Corvette sinkhole: Last car pulled from hole at Kentucky museum
Corvette sinkhole at the National Corvette Museum in Kentucky claimed eight cars in mid-February. The last car pulled from the Corvette sinkhole was a 2001 Mallett Hammer Z06.
Alex Slitz/Daily News/AP/File
The mangled remains of a powerful Corvette — barely recognizable to its former owner — were pulled from the depths of a Corvette sinkhole at a Kentucky museum Wednesday, completing weeks of painstaking work to retrieve eight classic cars that were gobbled up by the gaping hole.
The 2001 Mallett Hammer Z06 Corvette was buried in dirt and rocks, deep beneath the surface of the National Corvette Museum in Bowling Green. The mood was somber as the crumpled car, which boasted 700 horsepower thanks to performance enhancements, was pulled to the surface.
"It looks like a piece of tin foil," said Kevin Helmintoller, who donated the car to the museum last December. "I'm still glad I'm here, because I would have never believed it was this bad. I'm not positive I would have recognized it."
At around the time it was donated, the car was appraised at $125,000 because of the performance modifications, said museum spokeswoman Katie Frassinelli.
The cars looked like toys piled in a heap amid dirt and concrete fragments after the 40-foot(12-meter)-wide-by-60-foot(18-meter)-deep sinkhole opened beneath a museum display area in mid-February. It happened when the museum was closed, and no one was injured.
The other cars that took the plunge were a 1962 black Corvette, a 1993 ZR-1 Spyder, a 1984 PPG Pace Car, a 1992 White 1 MillionthCorvette, a 2009 white 1.5 Millionth Corvette, a 2009 ZR1 Blue Devil and a 1993 Ruby Red 40th Anniversary Corvette. The eight cars are widely believed to have a total value exceeding $1 million, the museum said.
The museum owned six of the cars, and the other two — the ZR-1 Spyder and ZR1 Blue Devil — were on loan from General Motors.
Sinkholes are common in the Bowling Green area, which is located amid a large region of bedrock known as karst where many of Kentucky's largest and deepest caves run underground.
With the retrieval now complete, the next task is to assess which cars are repairable.
"They seem to run the gamut — from very minor or superficial damage to catastrophic damage," said Monte Doran, a spokesman for Chevrolet, which will oversee restoration of the cars in Michigan.
The first car hoisted out in early March — the ZR1 Blue Devil — suffered only minor damage that included cracks on lower door panels, a busted window and a ruptured oil line. Workers got that car running, and cheers went up as the engine revved.
The mood turned more dour as the damage became progressively worse as each car was pulled out.
The white 1.5 Millionth Corvette recovered recently was flattened by the weight of debris. The ZR-1 Spyder and the PPG Pace Car, also among the final cars retrieved, sustained considerable damage as well, Frassinelli said.
All eight cars will be on display at the museum through August.
Whether repair crews can retain the authenticity of each classic car will be a big factor, officials said.
Cars considered too badly damaged won't go on the scrap heap.
"I'm sure that we'll continue to display them as is. It's now a part of museum and Corvette history," Frassinelli said.
Repairs to the museum, which is near the factory where the iconic Corvettes are made, are expected to be completed by early August, ahead of the museum's late summer Corvette Caravan — a celebration marking the museum's 20th anniversary. Thousands of Corvette enthusiasts are expected to converge in their models of the classic American sports car.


TASK PROMPT:
Your whole answer should be the number of lines in the material below that include the word "Mantle".

##########

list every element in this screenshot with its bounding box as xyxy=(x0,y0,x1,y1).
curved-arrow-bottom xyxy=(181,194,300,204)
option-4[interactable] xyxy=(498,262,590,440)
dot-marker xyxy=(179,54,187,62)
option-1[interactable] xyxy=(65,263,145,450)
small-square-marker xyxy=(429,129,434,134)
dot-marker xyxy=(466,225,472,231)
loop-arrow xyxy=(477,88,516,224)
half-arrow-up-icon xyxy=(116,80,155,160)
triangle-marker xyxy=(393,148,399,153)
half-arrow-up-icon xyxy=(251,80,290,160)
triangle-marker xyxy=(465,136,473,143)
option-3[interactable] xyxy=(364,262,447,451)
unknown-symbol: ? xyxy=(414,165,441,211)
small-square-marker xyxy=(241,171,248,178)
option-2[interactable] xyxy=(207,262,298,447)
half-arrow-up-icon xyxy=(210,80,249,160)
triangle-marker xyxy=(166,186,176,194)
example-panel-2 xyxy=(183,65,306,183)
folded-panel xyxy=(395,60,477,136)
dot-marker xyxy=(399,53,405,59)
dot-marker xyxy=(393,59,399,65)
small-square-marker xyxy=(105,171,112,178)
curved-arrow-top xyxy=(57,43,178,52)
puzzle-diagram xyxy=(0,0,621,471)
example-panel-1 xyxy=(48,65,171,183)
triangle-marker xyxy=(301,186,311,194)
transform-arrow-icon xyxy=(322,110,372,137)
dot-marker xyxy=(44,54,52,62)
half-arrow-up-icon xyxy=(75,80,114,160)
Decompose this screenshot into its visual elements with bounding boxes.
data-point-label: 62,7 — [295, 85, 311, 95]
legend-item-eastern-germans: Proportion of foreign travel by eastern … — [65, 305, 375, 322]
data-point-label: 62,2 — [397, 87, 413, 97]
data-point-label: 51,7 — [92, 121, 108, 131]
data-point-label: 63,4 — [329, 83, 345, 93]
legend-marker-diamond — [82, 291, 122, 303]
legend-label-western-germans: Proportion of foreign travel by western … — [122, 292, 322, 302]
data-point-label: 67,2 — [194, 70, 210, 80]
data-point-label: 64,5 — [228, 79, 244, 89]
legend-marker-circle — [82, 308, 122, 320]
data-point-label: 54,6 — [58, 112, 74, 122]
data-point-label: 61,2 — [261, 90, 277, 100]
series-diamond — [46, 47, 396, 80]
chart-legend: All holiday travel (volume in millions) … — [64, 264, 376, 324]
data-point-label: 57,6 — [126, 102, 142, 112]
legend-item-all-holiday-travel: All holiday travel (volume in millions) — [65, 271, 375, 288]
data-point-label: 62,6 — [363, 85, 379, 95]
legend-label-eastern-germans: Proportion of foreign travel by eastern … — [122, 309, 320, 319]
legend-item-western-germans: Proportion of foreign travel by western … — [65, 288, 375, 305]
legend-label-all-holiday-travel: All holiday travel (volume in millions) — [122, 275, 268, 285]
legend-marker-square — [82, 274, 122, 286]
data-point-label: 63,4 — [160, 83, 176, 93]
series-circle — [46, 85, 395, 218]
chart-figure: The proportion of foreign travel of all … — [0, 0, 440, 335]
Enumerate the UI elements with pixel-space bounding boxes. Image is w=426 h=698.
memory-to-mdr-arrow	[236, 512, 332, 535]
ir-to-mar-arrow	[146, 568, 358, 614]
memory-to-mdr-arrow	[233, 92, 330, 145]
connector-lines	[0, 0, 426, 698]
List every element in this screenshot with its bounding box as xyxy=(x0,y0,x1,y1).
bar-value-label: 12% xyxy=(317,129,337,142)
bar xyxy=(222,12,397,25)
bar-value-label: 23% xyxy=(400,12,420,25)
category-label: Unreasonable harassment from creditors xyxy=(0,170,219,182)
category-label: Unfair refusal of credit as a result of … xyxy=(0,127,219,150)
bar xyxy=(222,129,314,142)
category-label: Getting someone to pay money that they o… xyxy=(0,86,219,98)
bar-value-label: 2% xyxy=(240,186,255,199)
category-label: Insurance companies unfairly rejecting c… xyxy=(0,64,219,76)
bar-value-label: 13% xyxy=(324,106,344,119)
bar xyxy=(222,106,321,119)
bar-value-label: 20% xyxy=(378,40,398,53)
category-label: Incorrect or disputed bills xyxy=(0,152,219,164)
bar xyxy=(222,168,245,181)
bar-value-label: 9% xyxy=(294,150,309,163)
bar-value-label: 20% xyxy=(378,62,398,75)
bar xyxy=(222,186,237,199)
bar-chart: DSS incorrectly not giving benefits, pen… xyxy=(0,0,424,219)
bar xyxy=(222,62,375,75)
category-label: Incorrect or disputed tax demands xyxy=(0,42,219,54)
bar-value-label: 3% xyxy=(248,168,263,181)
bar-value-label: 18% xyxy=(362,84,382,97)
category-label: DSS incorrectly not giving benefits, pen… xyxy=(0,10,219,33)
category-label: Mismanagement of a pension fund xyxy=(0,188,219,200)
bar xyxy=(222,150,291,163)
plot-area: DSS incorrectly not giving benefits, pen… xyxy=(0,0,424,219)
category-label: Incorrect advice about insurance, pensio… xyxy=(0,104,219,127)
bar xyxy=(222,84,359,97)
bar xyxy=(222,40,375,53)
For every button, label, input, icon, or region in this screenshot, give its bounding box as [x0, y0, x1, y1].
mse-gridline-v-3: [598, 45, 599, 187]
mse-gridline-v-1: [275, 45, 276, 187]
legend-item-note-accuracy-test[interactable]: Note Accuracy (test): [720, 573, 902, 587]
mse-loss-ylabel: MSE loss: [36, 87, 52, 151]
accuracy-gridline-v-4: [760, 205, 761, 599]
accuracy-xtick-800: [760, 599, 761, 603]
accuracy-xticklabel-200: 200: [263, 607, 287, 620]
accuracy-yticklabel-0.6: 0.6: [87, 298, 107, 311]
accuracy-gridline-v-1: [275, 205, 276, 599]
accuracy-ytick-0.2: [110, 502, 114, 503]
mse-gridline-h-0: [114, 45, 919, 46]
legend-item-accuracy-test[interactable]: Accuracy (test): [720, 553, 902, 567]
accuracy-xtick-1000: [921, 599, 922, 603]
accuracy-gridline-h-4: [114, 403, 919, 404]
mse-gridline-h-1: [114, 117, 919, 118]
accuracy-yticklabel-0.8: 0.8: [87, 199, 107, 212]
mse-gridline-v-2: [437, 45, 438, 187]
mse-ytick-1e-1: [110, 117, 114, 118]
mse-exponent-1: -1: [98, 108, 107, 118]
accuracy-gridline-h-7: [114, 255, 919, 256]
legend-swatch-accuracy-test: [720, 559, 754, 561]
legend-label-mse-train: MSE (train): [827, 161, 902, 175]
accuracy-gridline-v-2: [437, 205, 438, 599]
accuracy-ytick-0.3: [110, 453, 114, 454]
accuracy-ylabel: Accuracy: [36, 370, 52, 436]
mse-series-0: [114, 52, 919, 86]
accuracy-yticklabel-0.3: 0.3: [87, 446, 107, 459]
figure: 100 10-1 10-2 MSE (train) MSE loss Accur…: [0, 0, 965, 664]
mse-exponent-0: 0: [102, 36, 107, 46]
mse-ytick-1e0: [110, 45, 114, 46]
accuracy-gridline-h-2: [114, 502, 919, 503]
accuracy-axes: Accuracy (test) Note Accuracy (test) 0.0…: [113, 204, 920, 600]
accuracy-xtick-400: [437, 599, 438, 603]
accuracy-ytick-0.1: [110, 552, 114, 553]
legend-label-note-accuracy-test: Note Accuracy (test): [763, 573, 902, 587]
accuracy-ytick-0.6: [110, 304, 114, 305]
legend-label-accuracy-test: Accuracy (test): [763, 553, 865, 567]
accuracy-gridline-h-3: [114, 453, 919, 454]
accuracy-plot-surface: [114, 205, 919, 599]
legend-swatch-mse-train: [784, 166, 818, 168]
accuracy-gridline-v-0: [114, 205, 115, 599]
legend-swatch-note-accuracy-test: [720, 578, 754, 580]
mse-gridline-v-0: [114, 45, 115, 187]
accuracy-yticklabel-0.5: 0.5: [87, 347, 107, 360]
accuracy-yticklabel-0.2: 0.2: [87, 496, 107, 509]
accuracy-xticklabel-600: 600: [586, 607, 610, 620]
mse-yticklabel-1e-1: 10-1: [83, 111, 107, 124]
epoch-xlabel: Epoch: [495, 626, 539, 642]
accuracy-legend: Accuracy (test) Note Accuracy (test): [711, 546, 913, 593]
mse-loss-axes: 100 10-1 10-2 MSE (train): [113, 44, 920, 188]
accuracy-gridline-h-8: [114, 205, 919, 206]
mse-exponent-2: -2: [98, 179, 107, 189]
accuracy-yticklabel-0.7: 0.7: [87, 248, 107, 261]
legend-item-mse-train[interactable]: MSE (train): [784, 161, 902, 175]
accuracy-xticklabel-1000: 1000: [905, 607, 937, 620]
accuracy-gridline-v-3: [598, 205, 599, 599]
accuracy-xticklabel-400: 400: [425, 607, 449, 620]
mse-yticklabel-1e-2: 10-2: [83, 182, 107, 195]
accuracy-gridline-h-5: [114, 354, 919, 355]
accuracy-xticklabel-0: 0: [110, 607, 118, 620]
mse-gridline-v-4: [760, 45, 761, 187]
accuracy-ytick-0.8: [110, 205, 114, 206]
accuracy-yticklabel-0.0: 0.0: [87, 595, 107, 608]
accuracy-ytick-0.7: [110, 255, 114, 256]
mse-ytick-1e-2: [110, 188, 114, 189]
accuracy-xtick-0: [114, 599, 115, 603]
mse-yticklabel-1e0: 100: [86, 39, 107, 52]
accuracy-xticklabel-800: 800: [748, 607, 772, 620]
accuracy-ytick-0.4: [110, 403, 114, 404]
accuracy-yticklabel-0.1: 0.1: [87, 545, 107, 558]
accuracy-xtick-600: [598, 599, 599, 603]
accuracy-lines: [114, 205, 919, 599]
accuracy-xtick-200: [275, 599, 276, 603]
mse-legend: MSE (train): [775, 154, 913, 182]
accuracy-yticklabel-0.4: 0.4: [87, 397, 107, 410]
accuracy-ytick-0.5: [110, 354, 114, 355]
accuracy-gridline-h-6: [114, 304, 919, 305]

##########

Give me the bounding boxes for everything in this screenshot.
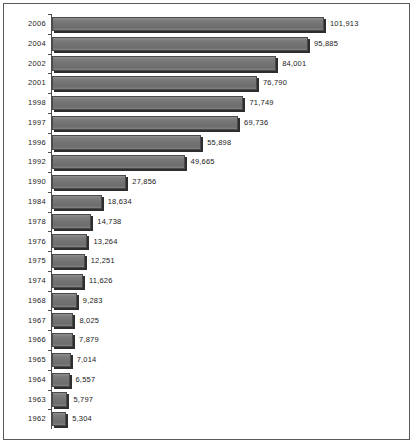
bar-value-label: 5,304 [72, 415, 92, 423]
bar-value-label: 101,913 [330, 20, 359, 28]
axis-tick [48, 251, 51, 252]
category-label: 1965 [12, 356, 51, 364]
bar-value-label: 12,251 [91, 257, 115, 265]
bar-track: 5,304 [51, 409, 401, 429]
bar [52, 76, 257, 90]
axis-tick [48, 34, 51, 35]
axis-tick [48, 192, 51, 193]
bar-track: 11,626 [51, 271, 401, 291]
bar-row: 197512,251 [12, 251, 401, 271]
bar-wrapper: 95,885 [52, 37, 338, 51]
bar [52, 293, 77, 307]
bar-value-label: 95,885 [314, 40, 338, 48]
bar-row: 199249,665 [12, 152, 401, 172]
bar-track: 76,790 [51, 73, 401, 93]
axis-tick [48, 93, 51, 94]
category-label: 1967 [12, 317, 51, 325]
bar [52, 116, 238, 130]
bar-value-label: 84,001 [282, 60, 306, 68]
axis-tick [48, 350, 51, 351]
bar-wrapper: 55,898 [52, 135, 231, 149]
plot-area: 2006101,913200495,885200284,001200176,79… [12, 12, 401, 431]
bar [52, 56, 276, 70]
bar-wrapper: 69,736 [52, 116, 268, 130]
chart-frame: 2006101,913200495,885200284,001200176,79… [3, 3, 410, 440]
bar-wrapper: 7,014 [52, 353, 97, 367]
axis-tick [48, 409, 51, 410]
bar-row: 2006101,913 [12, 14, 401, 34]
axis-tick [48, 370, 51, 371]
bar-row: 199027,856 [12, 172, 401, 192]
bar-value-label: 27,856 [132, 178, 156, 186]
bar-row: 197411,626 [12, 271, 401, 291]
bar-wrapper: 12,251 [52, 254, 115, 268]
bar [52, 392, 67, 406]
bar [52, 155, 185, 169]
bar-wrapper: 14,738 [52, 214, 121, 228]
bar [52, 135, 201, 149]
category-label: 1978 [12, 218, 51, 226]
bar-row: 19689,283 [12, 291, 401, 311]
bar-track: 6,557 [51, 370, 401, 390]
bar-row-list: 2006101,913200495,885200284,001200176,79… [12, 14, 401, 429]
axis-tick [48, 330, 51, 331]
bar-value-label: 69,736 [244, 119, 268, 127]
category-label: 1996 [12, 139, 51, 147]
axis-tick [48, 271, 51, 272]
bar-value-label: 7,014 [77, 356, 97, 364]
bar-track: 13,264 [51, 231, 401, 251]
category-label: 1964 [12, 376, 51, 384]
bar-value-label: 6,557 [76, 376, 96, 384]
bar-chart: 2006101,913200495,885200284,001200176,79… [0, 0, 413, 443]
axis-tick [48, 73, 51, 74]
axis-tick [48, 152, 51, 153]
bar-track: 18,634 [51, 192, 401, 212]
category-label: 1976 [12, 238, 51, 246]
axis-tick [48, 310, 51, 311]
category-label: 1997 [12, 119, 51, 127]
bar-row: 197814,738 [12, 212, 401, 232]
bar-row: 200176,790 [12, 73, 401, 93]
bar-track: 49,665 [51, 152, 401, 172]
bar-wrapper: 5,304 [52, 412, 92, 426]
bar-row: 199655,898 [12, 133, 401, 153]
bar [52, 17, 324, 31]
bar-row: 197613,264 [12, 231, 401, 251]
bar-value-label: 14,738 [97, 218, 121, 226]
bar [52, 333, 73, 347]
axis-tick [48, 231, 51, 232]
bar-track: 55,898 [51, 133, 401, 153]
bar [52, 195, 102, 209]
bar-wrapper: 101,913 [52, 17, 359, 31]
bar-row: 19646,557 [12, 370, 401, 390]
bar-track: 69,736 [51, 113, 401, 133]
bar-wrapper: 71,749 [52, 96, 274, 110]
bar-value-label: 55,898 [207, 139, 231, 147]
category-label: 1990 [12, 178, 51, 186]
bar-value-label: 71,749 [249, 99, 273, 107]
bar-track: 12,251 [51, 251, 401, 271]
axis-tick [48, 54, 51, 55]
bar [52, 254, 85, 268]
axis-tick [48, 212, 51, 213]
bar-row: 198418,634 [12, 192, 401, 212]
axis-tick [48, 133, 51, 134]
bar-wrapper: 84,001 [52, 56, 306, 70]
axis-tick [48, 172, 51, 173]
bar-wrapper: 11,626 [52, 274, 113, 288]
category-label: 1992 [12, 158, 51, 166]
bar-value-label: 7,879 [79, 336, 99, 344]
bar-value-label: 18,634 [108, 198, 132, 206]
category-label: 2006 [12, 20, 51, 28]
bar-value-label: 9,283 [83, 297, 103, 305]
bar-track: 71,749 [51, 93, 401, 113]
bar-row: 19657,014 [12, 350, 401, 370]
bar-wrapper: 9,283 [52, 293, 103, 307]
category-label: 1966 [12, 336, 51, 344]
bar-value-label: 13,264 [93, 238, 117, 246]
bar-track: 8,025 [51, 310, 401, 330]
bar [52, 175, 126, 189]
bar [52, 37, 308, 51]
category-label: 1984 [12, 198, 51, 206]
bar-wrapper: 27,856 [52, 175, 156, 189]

##########

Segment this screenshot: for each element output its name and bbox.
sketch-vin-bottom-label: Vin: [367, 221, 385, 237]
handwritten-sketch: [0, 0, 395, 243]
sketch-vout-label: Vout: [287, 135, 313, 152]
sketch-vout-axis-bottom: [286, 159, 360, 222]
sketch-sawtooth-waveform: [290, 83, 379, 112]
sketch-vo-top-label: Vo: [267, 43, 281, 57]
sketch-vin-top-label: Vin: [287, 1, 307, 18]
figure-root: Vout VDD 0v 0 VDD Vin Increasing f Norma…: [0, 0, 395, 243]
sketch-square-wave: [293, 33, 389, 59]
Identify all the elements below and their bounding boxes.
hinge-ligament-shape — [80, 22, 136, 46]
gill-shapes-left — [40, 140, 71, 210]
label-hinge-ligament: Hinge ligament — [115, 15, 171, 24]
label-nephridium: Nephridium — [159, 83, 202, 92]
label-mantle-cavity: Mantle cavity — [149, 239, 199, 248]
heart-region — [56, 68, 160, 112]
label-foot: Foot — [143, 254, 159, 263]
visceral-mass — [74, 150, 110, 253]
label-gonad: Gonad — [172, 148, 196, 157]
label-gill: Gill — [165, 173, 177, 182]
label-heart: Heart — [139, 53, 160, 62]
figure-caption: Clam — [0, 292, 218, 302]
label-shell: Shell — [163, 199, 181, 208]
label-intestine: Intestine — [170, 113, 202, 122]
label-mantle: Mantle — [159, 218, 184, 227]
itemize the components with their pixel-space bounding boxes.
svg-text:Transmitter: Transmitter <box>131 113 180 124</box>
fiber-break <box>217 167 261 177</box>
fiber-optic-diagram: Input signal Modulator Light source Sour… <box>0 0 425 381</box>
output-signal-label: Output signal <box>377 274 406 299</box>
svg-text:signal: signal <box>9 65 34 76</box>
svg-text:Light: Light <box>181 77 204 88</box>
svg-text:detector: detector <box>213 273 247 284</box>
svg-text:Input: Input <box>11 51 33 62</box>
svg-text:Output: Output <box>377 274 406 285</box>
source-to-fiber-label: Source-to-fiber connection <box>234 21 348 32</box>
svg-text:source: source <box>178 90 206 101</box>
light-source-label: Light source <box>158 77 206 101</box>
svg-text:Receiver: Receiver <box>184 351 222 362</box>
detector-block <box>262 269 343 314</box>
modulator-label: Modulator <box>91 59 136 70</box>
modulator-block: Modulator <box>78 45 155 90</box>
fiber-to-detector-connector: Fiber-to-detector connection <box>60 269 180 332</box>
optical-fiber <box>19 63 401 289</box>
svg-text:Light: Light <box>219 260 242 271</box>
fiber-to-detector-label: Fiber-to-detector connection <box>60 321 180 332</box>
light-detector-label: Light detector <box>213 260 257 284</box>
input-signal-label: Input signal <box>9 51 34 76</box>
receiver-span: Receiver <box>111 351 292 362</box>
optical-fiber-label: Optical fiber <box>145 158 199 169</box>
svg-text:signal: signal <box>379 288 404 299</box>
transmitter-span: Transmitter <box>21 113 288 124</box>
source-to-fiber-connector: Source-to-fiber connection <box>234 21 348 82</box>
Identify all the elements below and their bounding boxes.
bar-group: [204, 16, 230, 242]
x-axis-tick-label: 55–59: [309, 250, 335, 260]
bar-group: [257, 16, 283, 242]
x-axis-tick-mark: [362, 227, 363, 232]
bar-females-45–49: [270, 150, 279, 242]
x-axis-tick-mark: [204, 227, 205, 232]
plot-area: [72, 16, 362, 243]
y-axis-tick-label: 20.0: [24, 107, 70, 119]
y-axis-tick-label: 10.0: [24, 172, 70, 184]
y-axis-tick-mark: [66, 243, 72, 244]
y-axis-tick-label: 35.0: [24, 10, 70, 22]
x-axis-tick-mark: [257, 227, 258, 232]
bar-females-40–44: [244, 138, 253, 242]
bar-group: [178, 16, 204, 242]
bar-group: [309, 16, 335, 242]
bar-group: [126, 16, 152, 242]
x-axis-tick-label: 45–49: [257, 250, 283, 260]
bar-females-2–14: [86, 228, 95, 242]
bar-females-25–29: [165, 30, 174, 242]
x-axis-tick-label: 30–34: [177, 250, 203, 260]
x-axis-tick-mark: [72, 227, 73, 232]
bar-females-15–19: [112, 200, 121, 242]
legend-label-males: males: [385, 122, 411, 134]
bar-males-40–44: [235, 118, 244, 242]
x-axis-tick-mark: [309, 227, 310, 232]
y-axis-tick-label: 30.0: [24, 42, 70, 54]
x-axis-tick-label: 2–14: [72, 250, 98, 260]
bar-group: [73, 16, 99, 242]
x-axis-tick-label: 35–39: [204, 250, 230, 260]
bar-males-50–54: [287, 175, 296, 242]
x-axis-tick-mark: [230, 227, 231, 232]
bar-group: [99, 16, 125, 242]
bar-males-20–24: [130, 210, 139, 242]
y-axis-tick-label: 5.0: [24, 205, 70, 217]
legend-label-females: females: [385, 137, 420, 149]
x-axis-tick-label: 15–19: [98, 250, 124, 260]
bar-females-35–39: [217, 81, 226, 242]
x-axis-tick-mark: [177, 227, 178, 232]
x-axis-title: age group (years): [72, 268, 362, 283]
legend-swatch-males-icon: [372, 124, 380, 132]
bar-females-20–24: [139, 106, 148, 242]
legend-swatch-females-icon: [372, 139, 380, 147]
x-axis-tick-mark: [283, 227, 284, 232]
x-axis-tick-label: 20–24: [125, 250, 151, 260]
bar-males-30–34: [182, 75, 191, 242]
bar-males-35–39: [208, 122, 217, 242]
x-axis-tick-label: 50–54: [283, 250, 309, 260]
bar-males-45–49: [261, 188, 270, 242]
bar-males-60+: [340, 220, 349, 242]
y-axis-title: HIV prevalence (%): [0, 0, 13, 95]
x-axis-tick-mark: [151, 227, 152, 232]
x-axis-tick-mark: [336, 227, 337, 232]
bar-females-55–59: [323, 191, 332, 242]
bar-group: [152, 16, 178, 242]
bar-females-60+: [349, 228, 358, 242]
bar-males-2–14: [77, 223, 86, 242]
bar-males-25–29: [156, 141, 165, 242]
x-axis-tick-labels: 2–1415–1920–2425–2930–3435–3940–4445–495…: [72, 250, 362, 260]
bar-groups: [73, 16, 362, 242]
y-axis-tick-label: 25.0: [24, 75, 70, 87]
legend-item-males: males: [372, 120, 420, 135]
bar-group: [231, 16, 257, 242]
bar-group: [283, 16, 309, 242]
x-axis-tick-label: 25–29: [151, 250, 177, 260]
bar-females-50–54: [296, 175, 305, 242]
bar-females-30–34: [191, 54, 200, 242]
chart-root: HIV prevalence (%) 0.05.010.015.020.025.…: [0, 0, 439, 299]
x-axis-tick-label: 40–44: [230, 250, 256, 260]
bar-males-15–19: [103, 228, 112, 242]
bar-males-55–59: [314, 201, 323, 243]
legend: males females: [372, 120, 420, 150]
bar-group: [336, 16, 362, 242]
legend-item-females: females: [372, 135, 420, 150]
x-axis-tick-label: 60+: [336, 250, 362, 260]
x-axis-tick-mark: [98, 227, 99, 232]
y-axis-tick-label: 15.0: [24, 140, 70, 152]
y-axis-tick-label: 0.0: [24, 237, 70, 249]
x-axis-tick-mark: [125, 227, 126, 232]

##########

OUTPUT FOR THIS TASK:
2